Yes, I know about smokeping's bursts of pings. IMO, smokeping's data model is flawed that way. This is where I intentionally deviated from the smokeping exact way of doing things. This prober sends a smooth, regular series of packets in order to be measuring at regular controlled intervals.

Instead of 20 packets, over 10 seconds, every minute. You send one packet per second and scrape every 15. This has the same overall effect, but the measurement is, IMO, more accurate, as it's a continuous stream. There's no 50 second gap of no metrics about the ICMP stream.
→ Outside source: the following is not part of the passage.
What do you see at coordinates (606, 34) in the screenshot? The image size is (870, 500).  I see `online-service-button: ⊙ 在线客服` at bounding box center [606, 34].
Also, you don't get back one metric for those 20 packets, you get several. Min, Max, Avg, StdDev. With the histogram data, you can calculate much more than just that using the raw data.

For example, IMO, avg and max are not all that useful for continuous stream monitoring. What I really want to know is the 90th percentile or 99th percentile.
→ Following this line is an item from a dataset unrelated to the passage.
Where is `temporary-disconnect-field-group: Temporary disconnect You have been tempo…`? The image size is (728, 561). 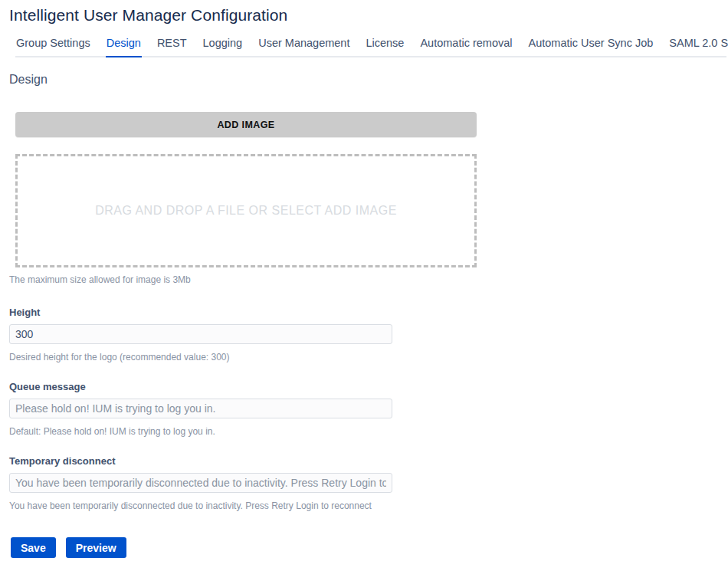 temporary-disconnect-field-group: Temporary disconnect You have been tempo… is located at coordinates (369, 483).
This smokeping prober is not intended to be a one-to-one replacement for exactly smokeping's real implementation. But simply provide similar functionality, using the power of Prometheus and PromQL to make it better.

[...]

one of the reason I prefer the histogram datatype, is you can use the heatmap panel type in Grafana, which is superior to the individual min/max/avg/stddev metrics that come from smokeping.

Say you had two routes, one slow and one fast. And some pings are sent over one and not the other. Rather than see a wide min/max equaling a wide stddev, the heatmap would show a "line" for both routes.

That's an interesting point. I have also ended up adding a heatmap graph to my dashboard, independently. And it is true it shows those "lines" much better... So maybe that, if we ignore legacy, we're actually happy with what we get, even with the plain blackbox exporter.

So yes, we're missing pretty "fuzz" lines around the main lines, but maybe that's alright. It would be possible to do the equivalent to the InfluxDB hack, with queries like:

min_over_time(probe_icmp_duration_seconds{phase="rtt",instance=~"$instance"}[1m])
avg_over_time(probe_icmp_duration_seconds{phase="rtt",instance=~"$instance"}[1m])
max_over_time(probe_icmp_duration_seconds{phase="rtt",instance=~"$instance"}[1m])

... and setup the "fill lines" but that's not really the way things work in Prometheus/Grafana land. I'm actually satisfied with the current result.

Credits

Credits to Chris Siebenmann for his article about Prometheus and pings which gave me the avg_over_time query idea.